CCHS has been a repository of dreams and a temple of hopes for teachers and students alike. Something sacred takes place in those buildings every day. You and I though physically absent in the years to come will be part of CCHS’s story for ever more. Those corridors, those classrooms have known our laughter and our voices for years - we will not be forgotten. Those corridors and classrooms will reverberate with the memory of your and my laughter and our voices.


I do not know what to tell you about the future - you are living through momentous times. In 1995 I was driving through Dover
with my oldest son and he said that he was sorry he missed the 60’s because his times seemed so boring. I heard myself respond - “Boring is good let it stay boring forever - only the music was any good in the 60’s. Assassinations, cities burning, war - you didn’t miss a thing - I wouldn’t go back if I could.” But since 2001 we are a different people in a different world. You are a generation that will have to launch new ideas, create different and novel solutions to problems that are analogous to past generations’ concerns but only analogous. And you will do it. When I read an early draft of this speech to my wife she said it was missing something - what is your Favorite quotation of all time? Maybe that will bring it to completion. As ever she was right - At your age I was taken with the possibilities that Robert Kennedy offered to us. I am a bit older now and have known my share of disappointment with hero worship but words have power, they strike a chord, they touch something in our souls.

This still does.-
In a speech in South Africa, a nation suffering from the evil of apartheid, Robert Kennedy offered the following idea: Each time a person stands up for AN IDEAL, OR ACTS TO IMPROVE THE LOT OF OTHERS, OR STRIKES OUT AGAINST INJUSTICE, THAT PERSON SENDS FORTH A TINY RIPPLE OF HOPE AND CROSSING each other from a million different centers of energy and daring those ripples build a current which can sweep down the mightiest walls of oppression and resistance.

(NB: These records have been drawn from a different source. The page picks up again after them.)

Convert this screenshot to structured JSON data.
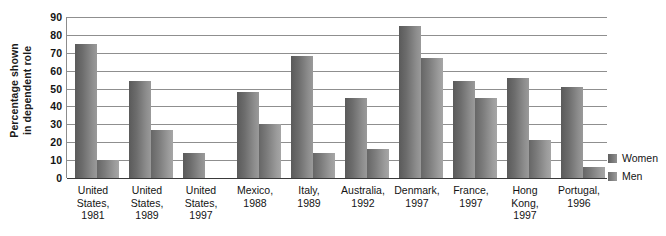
{
  "chart_data": {
    "type": "bar",
    "title": "",
    "xlabel": "",
    "ylabel": "Percentage shown in dependent role",
    "ylabel_lines": [
      "Percentage shown",
      "in dependent role"
    ],
    "ylim": [
      0,
      90
    ],
    "yticks": [
      0,
      10,
      20,
      30,
      40,
      50,
      60,
      70,
      80,
      90
    ],
    "grid": true,
    "legend_position": "right",
    "categories": [
      "United States, 1981",
      "United States, 1989",
      "United States, 1997",
      "Mexico, 1988",
      "Italy, 1989",
      "Australia, 1992",
      "Denmark, 1997",
      "France, 1997",
      "Hong Kong, 1997",
      "Portugal, 1996"
    ],
    "category_lines": [
      [
        "United",
        "States,",
        "1981"
      ],
      [
        "United",
        "States,",
        "1989"
      ],
      [
        "United",
        "States,",
        "1997"
      ],
      [
        "Mexico,",
        "1988"
      ],
      [
        "Italy,",
        "1989"
      ],
      [
        "Australia,",
        "1992"
      ],
      [
        "Denmark,",
        "1997"
      ],
      [
        "France,",
        "1997"
      ],
      [
        "Hong",
        "Kong,",
        "1997"
      ],
      [
        "Portugal,",
        "1996"
      ]
    ],
    "series": [
      {
        "name": "Women",
        "color": "#6d6d6d",
        "values": [
          75,
          54,
          14,
          48,
          68,
          45,
          85,
          54,
          56,
          51
        ]
      },
      {
        "name": "Men",
        "color": "#8a8a8a",
        "values": [
          10,
          27,
          0,
          30,
          14,
          16,
          67,
          45,
          21,
          6
        ]
      }
    ]
  },
  "legend": {
    "items": [
      {
        "label": "Women",
        "swatch": "women-swatch"
      },
      {
        "label": "Men",
        "swatch": "men-swatch"
      }
    ]
  }
}
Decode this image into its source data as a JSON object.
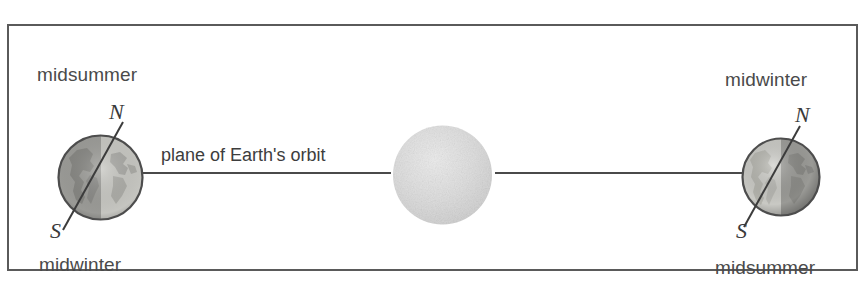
{
  "diagram": {
    "title": "plane of Earth's orbit",
    "type": "astronomy-seasons-diagram",
    "frame": {
      "border_color": "#5a5a5a",
      "background": "#ffffff"
    },
    "labels": {
      "orbit_plane": "plane of Earth's orbit",
      "left_top": "midsummer",
      "left_bottom": "midwinter",
      "right_top": "midwinter",
      "right_bottom": "midsummer"
    },
    "earth_left": {
      "name": "Earth at midsummer (northern hemisphere)",
      "axis_north_label": "N",
      "axis_south_label": "S",
      "lit_side": "right",
      "axis_tilt_degrees": 23.5
    },
    "earth_right": {
      "name": "Earth at midwinter (northern hemisphere)",
      "axis_north_label": "N",
      "axis_south_label": "S",
      "lit_side": "left",
      "axis_tilt_degrees": 23.5
    },
    "sun": {
      "name": "Sun",
      "color": "#d8d8d8"
    },
    "colors": {
      "line": "#4a4a4a",
      "text": "#4a4a4a",
      "earth_light": "#c8c8c4",
      "earth_dark": "#9a9a96",
      "earth_outline": "#4d4d4d",
      "sun_fill": "#dadada"
    }
  }
}
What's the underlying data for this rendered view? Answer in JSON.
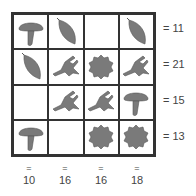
{
  "puzzle": {
    "rows": [
      [
        "mushroom",
        "leaf",
        "",
        "leaf"
      ],
      [
        "leaf",
        "bird",
        "flower",
        "bird"
      ],
      [
        "",
        "bird",
        "bird",
        "mushroom"
      ],
      [
        "mushroom",
        "",
        "flower",
        "flower"
      ]
    ],
    "row_sums": [
      "= 11",
      "= 21",
      "= 15",
      "= 13"
    ],
    "col_eq": [
      "=",
      "=",
      "=",
      "="
    ],
    "col_sums": [
      "10",
      "16",
      "16",
      "18"
    ],
    "icon_color": "#7a7a7a"
  }
}
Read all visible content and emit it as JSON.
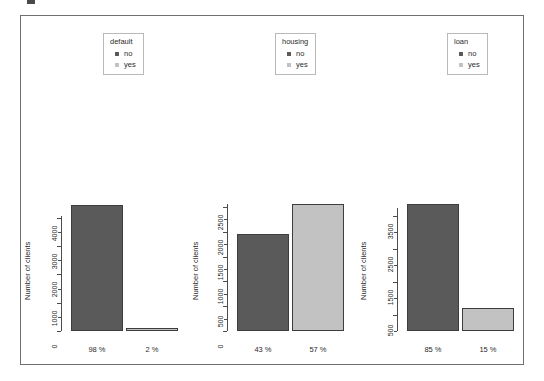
{
  "figure": {
    "background": "#ffffff",
    "frame_color": "#6f6f6f",
    "bar_dark_color": "#5a5a5a",
    "bar_light_color": "#c2c2c2",
    "bar_border_color": "#3d3d3d",
    "axis_color": "#4d4d4d"
  },
  "chart_data": [
    {
      "type": "bar",
      "title": "default",
      "xlabel": "",
      "ylabel": "Number of clients",
      "categories": [
        "98 %",
        "2 %"
      ],
      "series_names": [
        "no",
        "yes"
      ],
      "values": [
        4445,
        90
      ],
      "bar_colors": [
        "#5a5a5a",
        "#c2c2c2"
      ],
      "ylim": [
        0,
        4600
      ],
      "yticks": [
        0,
        1000,
        2000,
        3000,
        4000
      ],
      "yticks_minor": [
        500,
        1500,
        2500,
        3500
      ],
      "grid": false,
      "legend_position": "top-center",
      "legend_title": "default",
      "legend_entries": [
        "no",
        "yes"
      ]
    },
    {
      "type": "bar",
      "title": "housing",
      "xlabel": "",
      "ylabel": "Number of clients",
      "categories": [
        "43 %",
        "57 %"
      ],
      "series_names": [
        "no",
        "yes"
      ],
      "values": [
        1950,
        2560
      ],
      "bar_colors": [
        "#5a5a5a",
        "#c2c2c2"
      ],
      "ylim": [
        0,
        2620
      ],
      "yticks": [
        0,
        500,
        1000,
        1500,
        2000,
        2500
      ],
      "yticks_minor": [
        250,
        750,
        1250,
        1750,
        2250
      ],
      "grid": false,
      "legend_position": "top-center",
      "legend_title": "housing",
      "legend_entries": [
        "no",
        "yes"
      ]
    },
    {
      "type": "bar",
      "title": "loan",
      "xlabel": "",
      "ylabel": "Number of clients",
      "categories": [
        "85 %",
        "15 %"
      ],
      "series_names": [
        "no",
        "yes"
      ],
      "values": [
        3850,
        700
      ],
      "bar_colors": [
        "#5a5a5a",
        "#c2c2c2"
      ],
      "ylim": [
        0,
        3950
      ],
      "yticks": [
        500,
        1500,
        2500,
        3500
      ],
      "yticks_minor": [
        0,
        1000,
        2000,
        3000
      ],
      "grid": false,
      "legend_position": "top-center",
      "legend_title": "loan",
      "legend_entries": [
        "no",
        "yes"
      ]
    }
  ],
  "panels": [
    {
      "legend": {
        "title": "default",
        "items": [
          {
            "label": "no",
            "color": "#5a5a5a"
          },
          {
            "label": "yes",
            "color": "#c2c2c2"
          }
        ]
      },
      "ylabel": "Number of clients",
      "yticks": [
        {
          "label": "0",
          "value": 0
        },
        {
          "label": "1000",
          "value": 1000
        },
        {
          "label": "2000",
          "value": 2000
        },
        {
          "label": "3000",
          "value": 3000
        },
        {
          "label": "4000",
          "value": 4000
        }
      ],
      "bars": [
        {
          "xlabel": "98 %",
          "value": 4445,
          "color": "#5a5a5a"
        },
        {
          "xlabel": "2 %",
          "value": 90,
          "color": "#c2c2c2"
        }
      ]
    },
    {
      "legend": {
        "title": "housing",
        "items": [
          {
            "label": "no",
            "color": "#5a5a5a"
          },
          {
            "label": "yes",
            "color": "#c2c2c2"
          }
        ]
      },
      "ylabel": "Number of clients",
      "yticks": [
        {
          "label": "0",
          "value": 0
        },
        {
          "label": "500",
          "value": 500
        },
        {
          "label": "1000",
          "value": 1000
        },
        {
          "label": "1500",
          "value": 1500
        },
        {
          "label": "2000",
          "value": 2000
        },
        {
          "label": "2500",
          "value": 2500
        }
      ],
      "bars": [
        {
          "xlabel": "43 %",
          "value": 1950,
          "color": "#5a5a5a"
        },
        {
          "xlabel": "57 %",
          "value": 2560,
          "color": "#c2c2c2"
        }
      ]
    },
    {
      "legend": {
        "title": "loan",
        "items": [
          {
            "label": "no",
            "color": "#5a5a5a"
          },
          {
            "label": "yes",
            "color": "#c2c2c2"
          }
        ]
      },
      "ylabel": "Number of clients",
      "yticks": [
        {
          "label": "500",
          "value": 500
        },
        {
          "label": "1500",
          "value": 1500
        },
        {
          "label": "2500",
          "value": 2500
        },
        {
          "label": "3500",
          "value": 3500
        }
      ],
      "bars": [
        {
          "xlabel": "85 %",
          "value": 3850,
          "color": "#5a5a5a"
        },
        {
          "xlabel": "15 %",
          "value": 700,
          "color": "#c2c2c2"
        }
      ]
    }
  ]
}
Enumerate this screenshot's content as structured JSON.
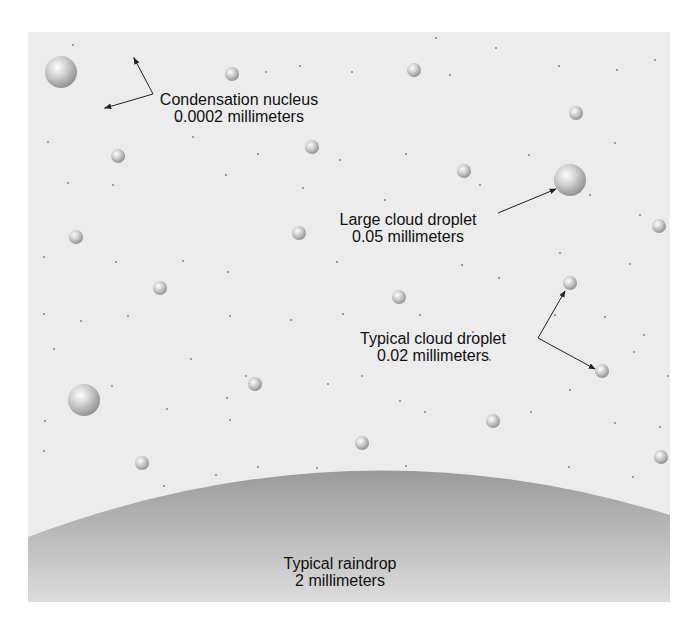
{
  "diagram": {
    "labels": {
      "condensation_nucleus": {
        "name": "Condensation nucleus",
        "size": "0.0002 millimeters"
      },
      "large_cloud_droplet": {
        "name": "Large cloud droplet",
        "size": "0.05 millimeters"
      },
      "typical_cloud_droplet": {
        "name": "Typical cloud droplet",
        "size": "0.02 millimeters"
      },
      "typical_raindrop": {
        "name": "Typical raindrop",
        "size": "2 millimeters"
      }
    },
    "colors": {
      "background": "#ececec",
      "droplet_highlight": "#ffffff",
      "droplet_shadow": "#8c8c8c",
      "raindrop_top": "#9a9a9a",
      "raindrop_bottom": "#dcdcdc",
      "arrow": "#222222"
    },
    "droplets": {
      "large": [
        {
          "x": 61,
          "y": 72,
          "r": 16
        },
        {
          "x": 84,
          "y": 400,
          "r": 16
        },
        {
          "x": 570,
          "y": 180,
          "r": 16
        }
      ],
      "small": [
        {
          "x": 232,
          "y": 74,
          "r": 7
        },
        {
          "x": 414,
          "y": 70,
          "r": 7
        },
        {
          "x": 576,
          "y": 113,
          "r": 7
        },
        {
          "x": 118,
          "y": 156,
          "r": 7
        },
        {
          "x": 312,
          "y": 147,
          "r": 7
        },
        {
          "x": 464,
          "y": 171,
          "r": 7
        },
        {
          "x": 76,
          "y": 237,
          "r": 7
        },
        {
          "x": 299,
          "y": 233,
          "r": 7
        },
        {
          "x": 659,
          "y": 226,
          "r": 7
        },
        {
          "x": 160,
          "y": 288,
          "r": 7
        },
        {
          "x": 399,
          "y": 297,
          "r": 7
        },
        {
          "x": 570,
          "y": 283,
          "r": 7
        },
        {
          "x": 602,
          "y": 371,
          "r": 7
        },
        {
          "x": 255,
          "y": 384,
          "r": 7
        },
        {
          "x": 493,
          "y": 421,
          "r": 7
        },
        {
          "x": 362,
          "y": 443,
          "r": 7
        },
        {
          "x": 142,
          "y": 463,
          "r": 7
        },
        {
          "x": 661,
          "y": 457,
          "r": 7
        }
      ],
      "nuclei": [
        [
          73,
          45
        ],
        [
          134,
          58
        ],
        [
          105,
          108
        ],
        [
          178,
          120
        ],
        [
          266,
          72
        ],
        [
          300,
          66
        ],
        [
          352,
          72
        ],
        [
          436,
          38
        ],
        [
          496,
          48
        ],
        [
          450,
          75
        ],
        [
          559,
          66
        ],
        [
          617,
          70
        ],
        [
          655,
          60
        ],
        [
          48,
          142
        ],
        [
          193,
          137
        ],
        [
          258,
          154
        ],
        [
          340,
          160
        ],
        [
          406,
          154
        ],
        [
          529,
          155
        ],
        [
          615,
          143
        ],
        [
          68,
          183
        ],
        [
          113,
          185
        ],
        [
          226,
          175
        ],
        [
          303,
          188
        ],
        [
          385,
          200
        ],
        [
          480,
          185
        ],
        [
          590,
          195
        ],
        [
          640,
          215
        ],
        [
          44,
          257
        ],
        [
          116,
          262
        ],
        [
          183,
          261
        ],
        [
          228,
          272
        ],
        [
          337,
          262
        ],
        [
          462,
          265
        ],
        [
          499,
          278
        ],
        [
          560,
          253
        ],
        [
          630,
          264
        ],
        [
          44,
          314
        ],
        [
          81,
          321
        ],
        [
          128,
          316
        ],
        [
          230,
          316
        ],
        [
          291,
          320
        ],
        [
          343,
          314
        ],
        [
          420,
          315
        ],
        [
          473,
          332
        ],
        [
          555,
          315
        ],
        [
          605,
          317
        ],
        [
          644,
          335
        ],
        [
          54,
          349
        ],
        [
          191,
          359
        ],
        [
          246,
          376
        ],
        [
          362,
          376
        ],
        [
          450,
          343
        ],
        [
          490,
          360
        ],
        [
          634,
          352
        ],
        [
          668,
          376
        ],
        [
          112,
          386
        ],
        [
          167,
          409
        ],
        [
          227,
          398
        ],
        [
          230,
          420
        ],
        [
          328,
          384
        ],
        [
          400,
          401
        ],
        [
          425,
          412
        ],
        [
          531,
          412
        ],
        [
          570,
          390
        ],
        [
          615,
          423
        ],
        [
          660,
          427
        ],
        [
          45,
          421
        ],
        [
          44,
          451
        ],
        [
          164,
          486
        ],
        [
          216,
          475
        ],
        [
          258,
          467
        ],
        [
          317,
          468
        ],
        [
          406,
          466
        ],
        [
          437,
          486
        ],
        [
          505,
          480
        ],
        [
          569,
          467
        ],
        [
          633,
          477
        ],
        [
          43,
          551
        ],
        [
          205,
          575
        ]
      ]
    },
    "raindrop": {
      "left_y": 537,
      "peak_x": 350,
      "peak_y": 471,
      "right_y": 515
    },
    "arrows": [
      {
        "from": [
          153,
          94
        ],
        "to": [
          134,
          58
        ]
      },
      {
        "from": [
          153,
          94
        ],
        "to": [
          105,
          108
        ]
      },
      {
        "from": [
          498,
          213
        ],
        "to": [
          556,
          189
        ]
      },
      {
        "from": [
          538,
          338
        ],
        "to": [
          565,
          291
        ]
      },
      {
        "from": [
          538,
          338
        ],
        "to": [
          595,
          369
        ]
      }
    ]
  }
}
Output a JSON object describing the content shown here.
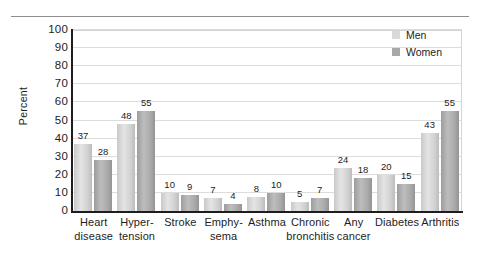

Now I am not asking you to consider running for the Presidency of the United States in order to satisfy Kennedy’s call to justice, though there may be among you right now one who is harboring such ambitions. But this call to hope can be accomplished in one’s community, in one’s work space , in one’s home. It does not have to be grandiose and dramatic - it is found in the acts of kindness many of you performed each day for family members, for those who could not take care of themselves, for each other over the last 4 years. Kindness begets kindness, goodness multiplies exponentially - we have only one go at this life - how do you want to be remembered - I would hope as someone who built something lasting and of great beauty in the midst of a life filled with love and kindness. That is what it ultimately all comes down to. If you had not done that good deed where would that person have been, what would that person not have accomplished and how would your life have been diminished knowing that you could have done something but looked the other way.

Have wonderful lives, have worthy lives, you have brought much joy to the Concord-Carlisle community, past and present and especially to me. For that I thank you - God bless.